His 2020 playoff run in the “Bubble” (the quarantine zone the NBA established in the midst of the pandemic) became the stuff of legend as he went toe-to-toe with LeBron James’s Los Angeles Lakers, even if the Heat ultimately came up short - two wins shy of a championship in the most unusual of seasons.
Hell, he even pulled out the quintessential big-gamer card, guaranteeing a win before Game 6.
But it wasn’t enough.
Boston’s Derrick White converted on a very literal last second put-back (there were 0.1 seconds left on the clock) to secure the win, 104-103 and most crucially, tie the series at three. Game 7 tips off Monday night in Boston.
Will the Celtics see it through? It has been said ad nauseam the past few days, as they dug themselves out of a seemingly insurmountable hole but no team in NBA history, in 150 attempts, has ever won a series after being down 3-0. Miami, on the other hand, could be the first team to lose a series after relinquishing such a lead.
Maybe Boston, after three straight do-or-die games, runs out of gas, Miami finally closes them out and at the very least, avoids an all-time collapse.
Or maybe the Heat come up short, the moment too large, their bodies, too tired and Boston completes their historic comeback, something that would’ve seemed all but impossible a week ago, as they head to their second straight NBA Finals.
But whichever team emerges from this back-and-forth slugfest to represent the East come Thursday, they’ll be in tough.
Denver awaits. The Nuggets, the number one seed in the West this season, will be no easy opponent. After sweeping the Lakers in the West Final (sending both the team at large and LeBron specifically, into an off-season full of uncertainty) they’ve been resting, waiting, no doubt breaking down film and looking to exploit any weakness they can from a battered, beleaguered opponent. Nikola Jokic, in particular, seems unstoppable.

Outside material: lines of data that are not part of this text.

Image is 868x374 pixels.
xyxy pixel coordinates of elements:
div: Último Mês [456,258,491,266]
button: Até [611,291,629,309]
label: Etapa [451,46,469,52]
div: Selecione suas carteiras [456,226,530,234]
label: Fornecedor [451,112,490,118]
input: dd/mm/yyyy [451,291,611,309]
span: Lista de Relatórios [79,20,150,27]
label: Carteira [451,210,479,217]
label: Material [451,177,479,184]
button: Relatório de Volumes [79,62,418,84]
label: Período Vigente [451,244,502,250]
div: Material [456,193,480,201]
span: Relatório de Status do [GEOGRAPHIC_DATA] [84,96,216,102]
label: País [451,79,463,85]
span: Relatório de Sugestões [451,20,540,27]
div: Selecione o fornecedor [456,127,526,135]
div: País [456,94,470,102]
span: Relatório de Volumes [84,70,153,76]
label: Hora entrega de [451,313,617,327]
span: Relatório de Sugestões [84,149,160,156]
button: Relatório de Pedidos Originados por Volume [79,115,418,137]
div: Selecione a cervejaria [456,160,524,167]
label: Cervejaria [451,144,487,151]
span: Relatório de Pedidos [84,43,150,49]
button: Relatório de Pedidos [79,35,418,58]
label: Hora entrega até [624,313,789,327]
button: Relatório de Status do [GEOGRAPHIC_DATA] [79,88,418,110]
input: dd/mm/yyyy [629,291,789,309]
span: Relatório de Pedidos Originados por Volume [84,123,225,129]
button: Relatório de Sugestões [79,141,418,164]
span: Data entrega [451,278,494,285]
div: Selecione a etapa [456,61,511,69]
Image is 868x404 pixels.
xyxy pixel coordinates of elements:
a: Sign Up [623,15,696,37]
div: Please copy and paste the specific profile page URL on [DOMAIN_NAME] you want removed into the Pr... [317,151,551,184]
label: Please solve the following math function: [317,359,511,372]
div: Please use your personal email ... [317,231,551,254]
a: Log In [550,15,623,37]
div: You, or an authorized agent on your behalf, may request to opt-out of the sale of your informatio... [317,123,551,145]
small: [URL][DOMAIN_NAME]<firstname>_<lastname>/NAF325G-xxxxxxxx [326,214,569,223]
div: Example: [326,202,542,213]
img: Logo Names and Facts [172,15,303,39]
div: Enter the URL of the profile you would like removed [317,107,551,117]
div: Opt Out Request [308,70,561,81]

Averaging a triple-double through three rounds, (29.9/13.3/10.3) the two-time League MVP has left a trail of destruction in his wake. Named the West Finals MVP, Jokic recently surpassed Wilt Chamberlain (yes, that Wilt Chamberlain) for most triple-doubles (eight) in a single postseason - a record that stood for over half a century.
As the Nuggets look to win the franchise’s first championship in their fifty-six years of existence, going back to their days in the ABA (American Basketball Association) Jokic and running-mate Jamal Murray will be at forefront, the ultimate roadblock to any team’s championship aspirations. While Jokic is often spotlighted, Murray is a star in his own right: against the Lakers, he shoot 52.7 percent from the field, 40.5 from three and converted on 95 percent of his free throws - only the eleventh time a player has put up a 50/40/90 line in the playoffs while averaging thirty points or more (32.5).
But to focus on Denver now, would be looking past the moment. What started as a best-of-seven, has become, well, a best-of-one. As both Miami and Boston look to book their ticket to the Finals, the train won’t slow down as it reaches the station. Somebody’s going to be left behind as they head into the summer, oh-so-close but still so far.
Thing is, however it goes on Monday, we’ll see some serious history. And as a basketball fan, as a sports fan, what’s better than that?